There are subtypes of DEI training that educate employees in different ways and influence how they behave, including a type specifically focused on hiring and interviewing. This type of DEI training benefits all staff involved in hiring.

In DEI training for hiring, participants learn a variety of things, including (but not limited to):

  • All about hiring biases: how we develop them and how they impact hiring decisions
  • Where and how different biases can creep into the hiring process
  • Interview strategies and techniques to disrupt bias and avoid common mistakes
  • How to define success and assess your organization’s hiring practices

DEI training is important for interviewers because it minimizes the impact of hiring biases on ratings, helps prevent unintentional discrimination, and supports greater organizational efforts to prioritize DEI.

Reduce Hiring Biases

Take Harvard’s Implicit Association Test (IAT)

Hiring managers can take an IAT as part of DEI or interview training. These tests detect the strength of subconscious associations between concepts in your memory, and the results help create self-awareness.

Educating people about bias isn’t enough to prevent bias, but it’s a solid first step. Harvard’s IAT (Project Implicit) is a free option to take advantage of.

Harvard Test

How Can a Hiring Platform Benefit Interviewer Training?

Hiring platforms, specifically those equipped with interview intelligence, increase transparency and provide AI insights about interviewer performance in video interviews.

Here are some ways you can leverage this technology to elevate interviewer training and performance.

Interview Software

Interview Intelligence

Remind Interviewers About Implicit Bias

At the beginning of every interview, create a reminder in the platform covering different types of bias to watch out for. Explain why a reminder like this is essential in training, and make interviewers confirm they’ve read it and understood it.

Enable Continuous Learning

With interview intelligence, there’s no end point for interviewer growth. AI can provide ongoing coaching and monitor trends over time, providing insights and allowing you to step in and offer additional support if needed.

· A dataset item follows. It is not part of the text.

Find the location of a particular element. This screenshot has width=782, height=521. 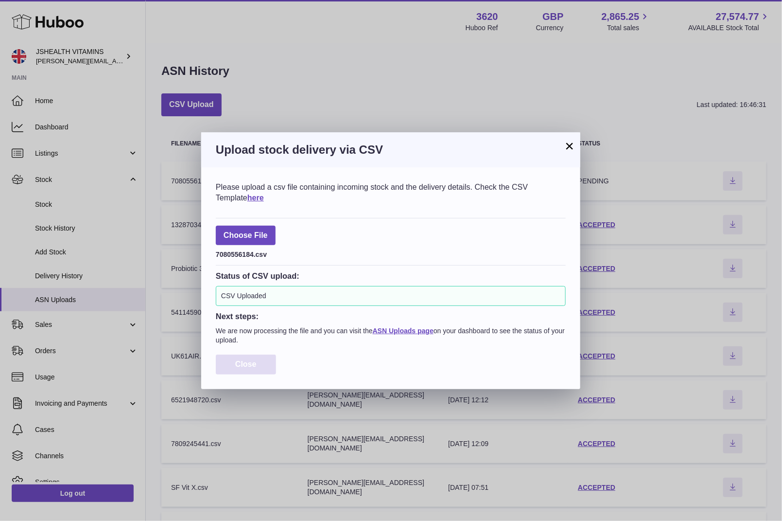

Rewatch Interview Recordings

Easy access to all the video or hybrid interview recordings allows you to watch back interviews as if you were in the room, increasing accountability around following the rules and policies set out in training.

On The Spot Feedback

More advanced interview intelligence offers real-time feedback on things like talk-time ratios, so interviewers have the opportunity to correct their behavior immediately.

Track Interviewer Performance

Is interview compliance high or low? Determine if interviewers use what they learned in their initial training to conduct better interviews.

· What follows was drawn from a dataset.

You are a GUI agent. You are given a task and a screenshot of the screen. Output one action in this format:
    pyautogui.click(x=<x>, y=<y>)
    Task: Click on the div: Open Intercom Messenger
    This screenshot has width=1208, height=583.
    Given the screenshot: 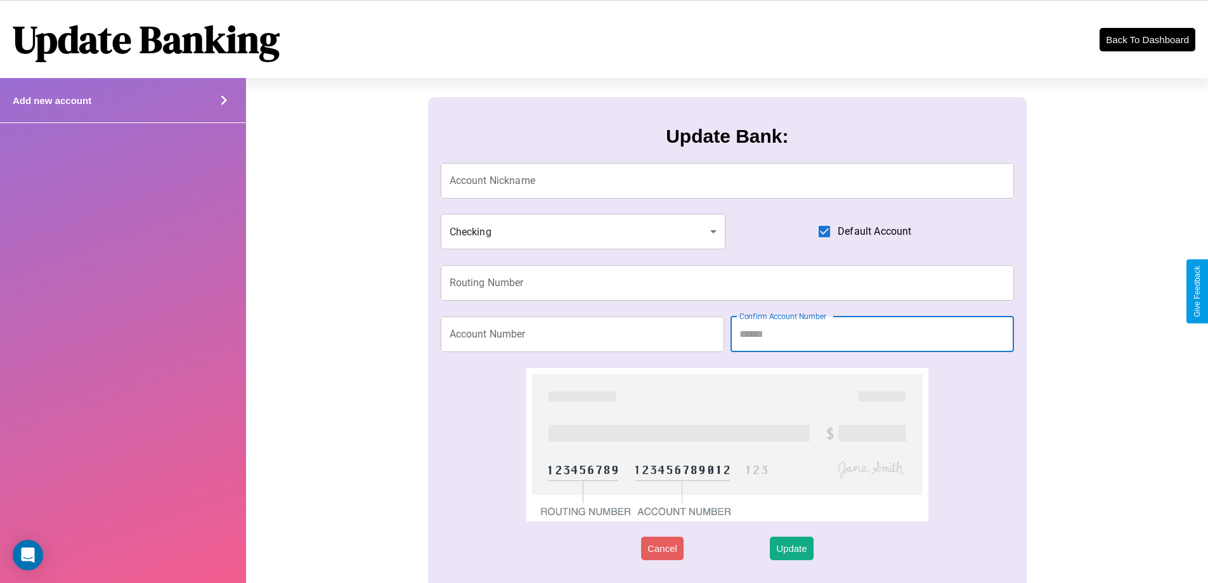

Produce Individualized Training Plans

AI interviewer analysis can send you feedback on interviewer performance, enabling you to produce individualized training plans to address areas of improvement.

Frequently Asked Questions

Is Interview Training for Recruiters and Hiring Managers the Same?

While DEI sensitivity training can be conducted simultaneously across departments, interview training should be tailored to specific roles if recruiters and hiring managers have distinct responsibilities. As a best practice, all personnel involved in hiring, from recruitment to selection, should at least receive general interview training.

Should You Offer Interview Training for Employees?

Not for all employees. Only those who are related, or will be related to the hiring process in the future, should receive some form of interviewer training.

What Is Behavioral Interview Training for Hiring Managers?

Behavioral interview training for hiring managers focuses specifically on the types of questions asked. Unlike standard training, this method centers on the candidates' past actions to gain an understanding of their professional behavior. It aims to predict a candidate’s future performance by assessing their core competencies through their previous behaviors.